For the traders returning from the Christmas break, the sudden surge in the Dow Jones Industrial Average is probably the main event of significance to monitor. Major US equity benchmarks experienced the biggest daily gain in a decade. Until recently, those benchmarks were flirting with the bear market levels.

What has changed?A tremendous opportunity to buy” and “I have great confidence in our companies.” were the comments from President Trump on the stock markets.

The President may have encouraged the “buy-and-dip” strategy so when Amazon reported record-breaking sales, bulls came in with force, and Wall Street soared.

  • The Dow surged by more than 1000 points on Wednesday, preventing the benchmark from falling into a bear market territory. The technology and energy sector were among the best performing-sectors.

Source: Bloomberg Terminal

  • The S&P 500 also rose by 5%, and 11 sectors within the benchmark were trading in positive territory. The technology, consumer discretionary and energy sectors were leading the gains while the material sector was on the back foot dragged by metals and mining stocks.

US500

Source: Bloomberg Terminal

  • Nasdaq Composite also added 5.84% after suffering the worst Christmas-eve session. The wave of selling was halted on Wednesday.

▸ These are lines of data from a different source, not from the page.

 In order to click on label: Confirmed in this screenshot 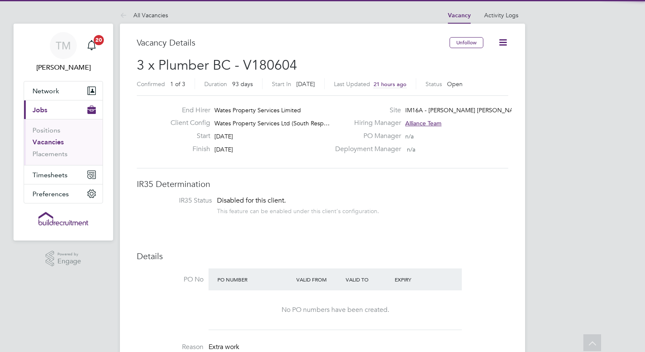, I will do `click(151, 84)`.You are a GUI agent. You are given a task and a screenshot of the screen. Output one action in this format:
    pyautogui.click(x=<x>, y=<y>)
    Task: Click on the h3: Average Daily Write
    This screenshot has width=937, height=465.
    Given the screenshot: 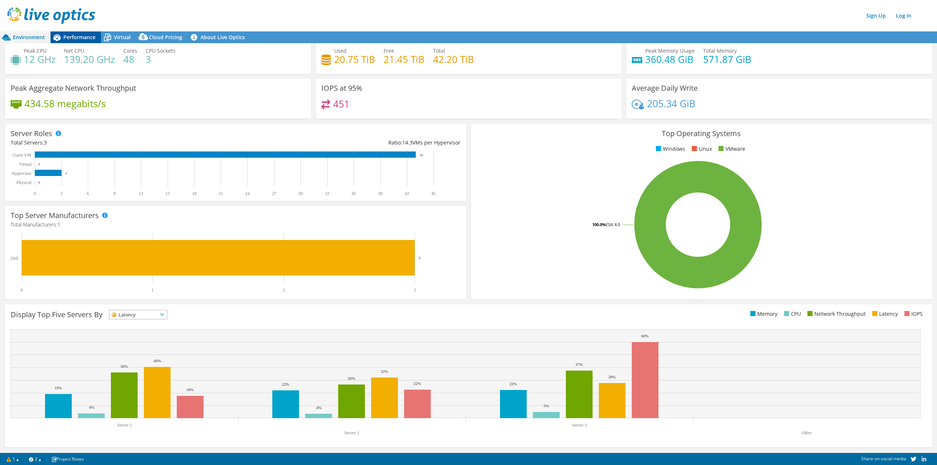 What is the action you would take?
    pyautogui.click(x=665, y=88)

Consequently, Asian stocks and the Australian equity benchmark are finding support from a historic night on Wall Street.

World Equity Indices
Amid the recent ‘Global Stock Rout’ the S&P TSX ended October down 6.51% following a somewhat hard month. However, during this risk-off flight to safety, the S&P TSX Index may have had its pain exacerbated by the heavy makeup of energy companies populating the Canadian index.

As discussed in previous articles – Oil – Can basic Economics be responsible for an 11% decline – Oil has seen some very aggressive sell-offs. Current market conditions have the commodity breaking below the $50 a barrel level amid supply concerns and growing global tensions. Keep in mind with Canada’s energy companies occupying an 18.6% weighting of the S&P TSX; undoubtedly this has been a weight around the Index’s neck dragging it lower.


Source: Bloomberg Terminal

Investors welcomed the relief rally. However, it may be too early to cheer up the recovery as the equity markets are still battling weak fundamentals, concerns over slow growth, trade tensions, political turmoil and higher borrowing costs.